People managers · one page

DPDP: what people managers should reinforce

Use in manager onboarding, QBR packs, or compliance weeks · Last reviewed: March 2026

See also: Compliance portal · Official resources · Guides index

You translate company policy into daily behavior. Under India’s DPDP direction, predictable team habits matter: approved tools, disciplined sharing, and fast routing when something looks off.

Your strongest move is to model and require the official path: if work needs personal data, it happens in sanctioned systems with the right approvals—not in side channels.

Align team habits with what your program owners track on the checklist. Browse the compliance portal for the full workflow map.

Five expectations to communicate

  1. Need-to-know sharing: Discourage “FYI” forwards that widen access to customer or employee records.
  2. No shadow exports: Block the habit of “I’ll just pull a CSV for the meeting.” Point people to analytics or reporting that privacy/security has cleared.
  3. Respect rights requests: If someone asks an employee about access, deletion, or correction, do not debate—open a ticket on the internal path.
  4. Incident instinct: Mis-sent file, stray laptop, suspected breach—early escalation beats late cleanup.
  5. Vendor and AI tools: New SaaS that touches personal data needs review before the team adopts it; “try it quietly” creates audit risk.

When to loop in privacy, security, or legal

Operational detail: escalation matrix, legal vs ops divide, governance pack.

Manager self-check

Ask yourself whether your team could answer these without guessing. Gaps belong in your next 1:1 or staff meeting.

Share with your team

Point directs to employee awareness and keep program owners aligned with the compliance checklist and quarterly privacy review.

Disclaimer: Informational only, not legal advice.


*What you need to do:* List all lines in the material below that contain "this".

[[ Provided information, beginning ]]

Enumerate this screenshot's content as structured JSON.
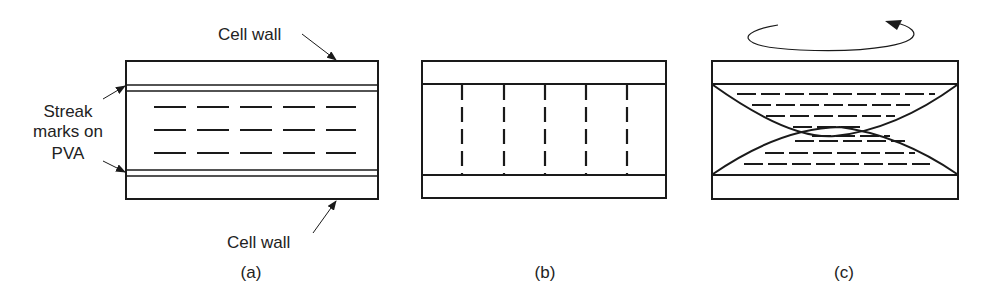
{
  "panels": {
    "a": {
      "caption": "(a)",
      "top_label": "Cell wall",
      "bottom_label": "Cell wall",
      "side_label_lines": [
        "Streak",
        "marks on",
        "PVA"
      ]
    },
    "b": {
      "caption": "(b)"
    },
    "c": {
      "caption": "(c)",
      "rotation_arrow": "counter-clockwise rotation arrow"
    }
  },
  "colors": {
    "stroke": "#1a1a1a",
    "background": "#ffffff",
    "text": "#222222"
  }
}
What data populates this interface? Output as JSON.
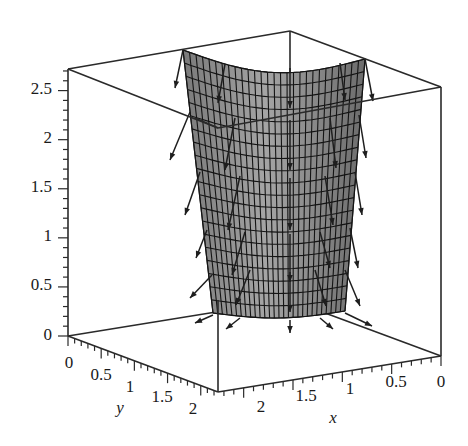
{
  "chart_data": {
    "type": "surface3d",
    "title": "",
    "xlabel": "x",
    "ylabel": "y",
    "zlabel": "",
    "xlim": [
      0,
      2.2
    ],
    "ylim": [
      0,
      2.2
    ],
    "zlim": [
      0,
      2.7
    ],
    "x_ticks": [
      "2",
      "1.5",
      "1",
      "0.5",
      "0"
    ],
    "y_ticks": [
      "0",
      "0.5",
      "1",
      "1.5",
      "2"
    ],
    "z_ticks": [
      "0",
      "0.5",
      "1",
      "1.5",
      "2",
      "2.5"
    ],
    "surface": {
      "color": "#8c8c8c",
      "grid_color": "#141414",
      "style": "patch with mesh grid",
      "rows": 20,
      "cols": 28
    },
    "vector_field": {
      "color": "#1e1e1e",
      "arrow_count": 30,
      "direction": "outward and downward from surface"
    },
    "grid": false,
    "legend": null,
    "box": true
  },
  "axes": {
    "z_tick_labels": [
      {
        "label": "2.5",
        "value": 2.5
      },
      {
        "label": "2",
        "value": 2
      },
      {
        "label": "1.5",
        "value": 1.5
      },
      {
        "label": "1",
        "value": 1
      },
      {
        "label": "0.5",
        "value": 0.5
      },
      {
        "label": "0",
        "value": 0
      }
    ],
    "y_tick_labels": [
      {
        "label": "0",
        "value": 0
      },
      {
        "label": "0.5",
        "value": 0.5
      },
      {
        "label": "1",
        "value": 1
      },
      {
        "label": "1.5",
        "value": 1.5
      },
      {
        "label": "2",
        "value": 2
      }
    ],
    "x_tick_labels": [
      {
        "label": "2",
        "value": 2
      },
      {
        "label": "1.5",
        "value": 1.5
      },
      {
        "label": "1",
        "value": 1
      },
      {
        "label": "0.5",
        "value": 0.5
      },
      {
        "label": "0",
        "value": 0
      }
    ],
    "x_axis_title": "x",
    "y_axis_title": "y"
  }
}
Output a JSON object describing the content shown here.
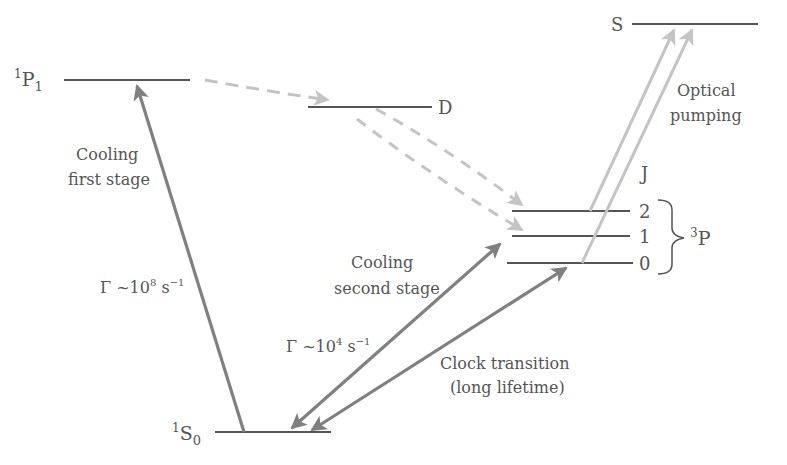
{
  "diagram": {
    "colors": {
      "level": "#555555",
      "strong_arrow": "#808080",
      "light_arrow": "#bdbdbd",
      "text": "#555555"
    },
    "levels": [
      {
        "id": "1P1",
        "label_sup": "1",
        "label_main": "P",
        "label_sub": "1",
        "x1": 64,
        "x2": 190,
        "y": 80
      },
      {
        "id": "D",
        "label_main": "D",
        "x1": 308,
        "x2": 432,
        "y": 107
      },
      {
        "id": "S",
        "label_main": "S",
        "x1": 632,
        "x2": 758,
        "y": 24
      },
      {
        "id": "3P2",
        "label_main": "2",
        "x1": 512,
        "x2": 630,
        "y": 211
      },
      {
        "id": "3P1",
        "label_main": "1",
        "x1": 512,
        "x2": 630,
        "y": 236
      },
      {
        "id": "3P0",
        "label_main": "0",
        "x1": 507,
        "x2": 633,
        "y": 263
      },
      {
        "id": "1S0",
        "label_sup": "1",
        "label_main": "S",
        "label_sub": "0",
        "x1": 215,
        "x2": 331,
        "y": 432
      }
    ],
    "labels": {
      "j_header": "J",
      "triplet_sup": "3",
      "triplet_main": "P",
      "p1_sup": "1",
      "p1_main": "P",
      "p1_sub": "1",
      "s0_sup": "1",
      "s0_main": "S",
      "s0_sub": "0",
      "d_label": "D",
      "s_label": "S",
      "j2": "2",
      "j1": "1",
      "j0": "0",
      "cooling_first_line1": "Cooling",
      "cooling_first_line2": "first stage",
      "gamma_first": "Γ ~10",
      "gamma_first_exp": "8",
      "gamma_first_unit": " s",
      "gamma_first_unit_exp": "−1",
      "cooling_second_line1": "Cooling",
      "cooling_second_line2": "second stage",
      "gamma_second": "Γ ~10",
      "gamma_second_exp": "4",
      "gamma_second_unit": " s",
      "gamma_second_unit_exp": "−1",
      "clock_line1": "Clock transition",
      "clock_line2": "(long lifetime)",
      "optical_line1": "Optical",
      "optical_line2": "pumping"
    },
    "transitions": [
      {
        "name": "cooling-first-stage",
        "from": "1S0",
        "to": "1P1",
        "style": "solid",
        "direction": "up"
      },
      {
        "name": "cooling-second-stage",
        "from": "1S0",
        "to": "3P1",
        "style": "solid",
        "direction": "both"
      },
      {
        "name": "clock-transition",
        "from": "1S0",
        "to": "3P0",
        "style": "solid",
        "direction": "both"
      },
      {
        "name": "decay-1P1-to-D",
        "from": "1P1",
        "to": "D",
        "style": "dashed"
      },
      {
        "name": "decay-D-to-3P2",
        "from": "D",
        "to": "3P2",
        "style": "dashed"
      },
      {
        "name": "decay-D-to-3P1",
        "from": "D",
        "to": "3P1",
        "style": "dashed"
      },
      {
        "name": "pump-3P2-to-S",
        "from": "3P2",
        "to": "S",
        "style": "light"
      },
      {
        "name": "pump-3P0-to-S",
        "from": "3P0",
        "to": "S",
        "style": "light"
      }
    ]
  }
}
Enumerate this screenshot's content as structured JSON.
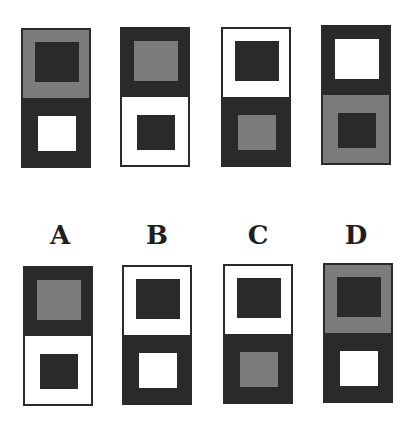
{
  "colors": {
    "dark": "#2a2a2a",
    "gray": "#7b7b7b",
    "white": "#ffffff"
  },
  "top_row": [
    {
      "x": 21,
      "y": 28,
      "top": {
        "surround": "gray",
        "center": "dark"
      },
      "bottom": {
        "surround": "dark",
        "center": "white"
      }
    },
    {
      "x": 120,
      "y": 27,
      "top": {
        "surround": "dark",
        "center": "gray"
      },
      "bottom": {
        "surround": "white",
        "center": "dark"
      }
    },
    {
      "x": 221,
      "y": 27,
      "top": {
        "surround": "white",
        "center": "dark"
      },
      "bottom": {
        "surround": "dark",
        "center": "gray"
      }
    },
    {
      "x": 321,
      "y": 25,
      "top": {
        "surround": "dark",
        "center": "white"
      },
      "bottom": {
        "surround": "gray",
        "center": "dark"
      }
    }
  ],
  "options": [
    {
      "label": "A",
      "label_x": 40,
      "x": 23,
      "y": 266,
      "top": {
        "surround": "dark",
        "center": "gray"
      },
      "bottom": {
        "surround": "white",
        "center": "dark"
      }
    },
    {
      "label": "B",
      "label_x": 137,
      "x": 122,
      "y": 265,
      "top": {
        "surround": "white",
        "center": "dark"
      },
      "bottom": {
        "surround": "dark",
        "center": "white"
      }
    },
    {
      "label": "C",
      "label_x": 238,
      "x": 223,
      "y": 264,
      "top": {
        "surround": "white",
        "center": "dark"
      },
      "bottom": {
        "surround": "dark",
        "center": "gray"
      }
    },
    {
      "label": "D",
      "label_x": 336,
      "x": 323,
      "y": 263,
      "top": {
        "surround": "gray",
        "center": "dark"
      },
      "bottom": {
        "surround": "dark",
        "center": "white"
      }
    }
  ]
}
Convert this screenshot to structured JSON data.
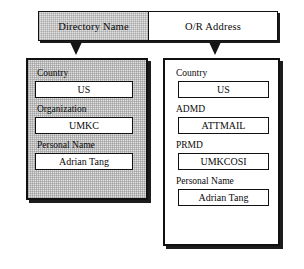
{
  "figure": {
    "header": {
      "left_cell_label": "Directory  Name",
      "right_cell_label": "O/R Address"
    },
    "arrows": {
      "left_arrow_name": "down-arrow-icon",
      "right_arrow_name": "down-arrow-icon"
    },
    "panels": [
      {
        "id": "directory-name-panel",
        "style": "shaded",
        "attributes": [
          {
            "label": "Country",
            "value": "US"
          },
          {
            "label": "Organization",
            "value": "UMKC"
          },
          {
            "label": "Personal Name",
            "value": "Adrian Tang"
          }
        ]
      },
      {
        "id": "or-address-panel",
        "style": "plain",
        "attributes": [
          {
            "label": "Country",
            "value": "US"
          },
          {
            "label": "ADMD",
            "value": "ATTMAIL"
          },
          {
            "label": "PRMD",
            "value": "UMKCOSI"
          },
          {
            "label": "Personal Name",
            "value": "Adrian Tang"
          }
        ]
      }
    ]
  },
  "colors": {
    "ink": "#101010",
    "shade": "#e0e0e0",
    "paper": "#ffffff"
  }
}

[[ Provided information, end ]]

*Solved problem:*
Enumerate this screenshot's content as structured JSON.
What data populates this interface? Output as JSON.
Enumerate this screenshot's content as structured JSON.
Convert this screenshot to structured JSON data.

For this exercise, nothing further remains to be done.